I’ve had this book for a few years now, but I’ve never read it — I thought it would just be too depressing.

Spoilers: It is.

We start off with a poem by Bernadine…

… but then the rest is very factual. We get a historical overview…

… but the main text is mostly newspaper excerpts. I had expected a more subjective approach, really, but the text is quite distanced. On the other hand, Coe’s artwork is anything but.

Oh, fuck them.

It’s all pretty relentless, and the only thing that seems almost… whimsical… is this thing about tsotsis.

Centrefold.

Even the descriptions of torture are remarkably unemotional.

And then there’s a bibliography, of course.

So this wasn’t really what I’d expected at all — it’s more a compilation of facts about Apartheid and South Africa than anything else.

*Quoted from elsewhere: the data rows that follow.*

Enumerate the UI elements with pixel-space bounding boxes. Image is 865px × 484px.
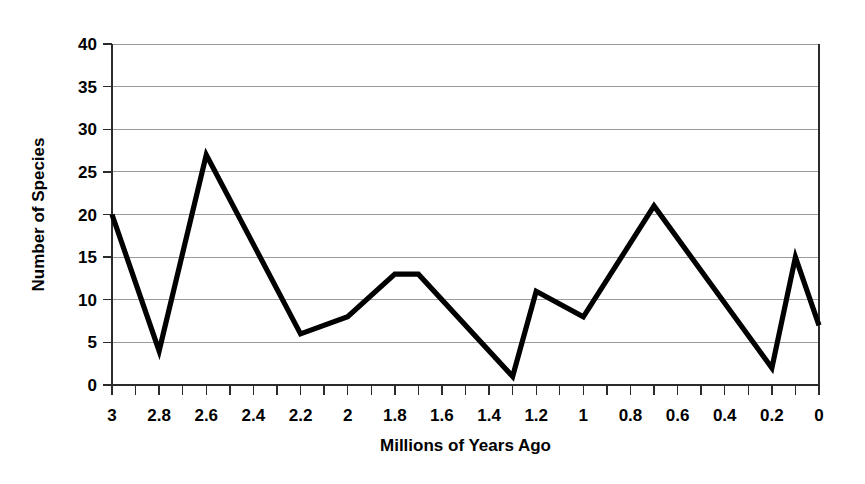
- y-axis-title: Number of Species: [29, 138, 48, 292]
- y-tick-label: 40: [78, 35, 97, 54]
- y-tick-label-group: 0510152025303540: [78, 35, 97, 395]
- x-tick-label: 1: [579, 406, 588, 425]
- x-tick-label: 1.2: [524, 406, 548, 425]
- y-tick-label: 10: [78, 291, 97, 310]
- y-tick-label: 20: [78, 206, 97, 225]
- x-tick-label: 0.8: [619, 406, 643, 425]
- x-tick-label: 0.4: [713, 406, 737, 425]
- y-tick-label: 0: [88, 376, 97, 395]
- x-tick-label: 2.2: [289, 406, 313, 425]
- x-tick-label: 3: [107, 406, 116, 425]
- x-tick-label: 2.4: [242, 406, 266, 425]
- y-tick-label: 25: [78, 163, 97, 182]
- y-tick-label: 5: [88, 333, 97, 352]
- x-tick-label: 0.2: [760, 406, 784, 425]
- x-tick-label: 1.4: [477, 406, 501, 425]
- y-tick-label: 15: [78, 248, 97, 267]
- y-tick-label: 30: [78, 120, 97, 139]
- x-tick-label: 2: [343, 406, 352, 425]
- y-tick-group: [103, 44, 112, 385]
- x-tick-label: 2.6: [194, 406, 218, 425]
- x-tick-label: 0: [814, 406, 823, 425]
- x-tick-label: 1.8: [383, 406, 407, 425]
- x-tick-group: [112, 385, 819, 395]
- gridlines-group: [112, 44, 819, 385]
- chart-canvas: 0510152025303540 32.82.62.42.221.81.61.4…: [0, 0, 865, 484]
- x-tick-label-group: 32.82.62.42.221.81.61.41.210.80.60.40.20: [107, 406, 823, 425]
- x-tick-label: 0.6: [666, 406, 690, 425]
- y-tick-label: 35: [78, 78, 97, 97]
- x-tick-label: 1.6: [430, 406, 454, 425]
- species-diversity-chart: 0510152025303540 32.82.62.42.221.81.61.4…: [0, 0, 865, 484]
- data-series-line: [112, 155, 819, 377]
- x-axis-title: Millions of Years Ago: [380, 436, 551, 455]
- x-tick-label: 2.8: [147, 406, 171, 425]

They depend on the sheer weight of all of this to make the reader angry (and depressed) than telling us how we should feel, which is great.

Wrap-around cover.

Dale Luciano writes in The Comics Journal #108, page 40:

It’s not a comic book but HOW TO Com•
mit Suicide In South Africa, a 1983 “‘one-
shot” from RAW’ Books and Graphics, has
been appearing in some comics specialty
shops. The title is an allusion to the fate
awaiting those, black and White, Who dare
to challenge the apartheid laws or strike for
better working and living conditions for
native South Africans. Introduced by a
poem that bitterly indicts the travel bureau
image of South Africa as a frolicsome
paradise for white,’ European tourists, How
To Commit • Suicide is a collection Of Sue
Coe’s disturbing and grotesque images of
torture and repression in contemporary
South Africa. Coe’s images are dark,
violent, and expressionistic, vividly com-
municating a sense Of the horror and
madness that are the legacy Of South
Africa’s past as they dwell in the apartheid
present. These images have the same tone
of outrage and moral indignation that
characterizes the plays of South African
dramatist Athol Fugard. (There is one draw-
ing, Of an African miner hunched low in
a cave and gazing plaintively ahead, that
communicates a sense of an oppressed
people’s spiritual longing; it’s an image—
the only one of its kind in the book—that
calls to mind the lingering hope for justice
in Paton’s Cry, The Beloved Country.) The
accompanying text by Holly Metz provides
an ovet”v’ie.v Of South Africa’s turbulent and
troubled history, the continuing effects of
apartheid on education and employment Of
the native population, a gruesome account
of acts of detention and torture by the
South African security police, and a primer
on U.S. investments in South Africa.
Reading through this book is a harrowing
experience.
The “-page HOW TO Commit Suicide is
published in a format similar to, but slight*
ly smaller than RAW magazine. The stated
purpose of How To Commit Suicide is “to
spark further interest and action”: accord-
ingly, a bibliography of materials is included.
The book was designed by Francoise Mouly
and Art Spiegelman. The production and
promotion of this book are clearly acts of
political conscience.

Artforum:

Coe is a closet lighting technician, and her use of light runs through all the gambits from a clinical application of it, in the clean and well-lit room where some members of the security police force, BOSS, are gently thrashing Steve Biko to death—in an apparent suicide—to its metaphysical embodiment of secret conversation or its ability to emanate from within the subject instead of being reflected inward to the soul. Efficient treachery is the only way to describe Coe’s use of light, and of shadow.

This blog post is part of the Punk Comix series.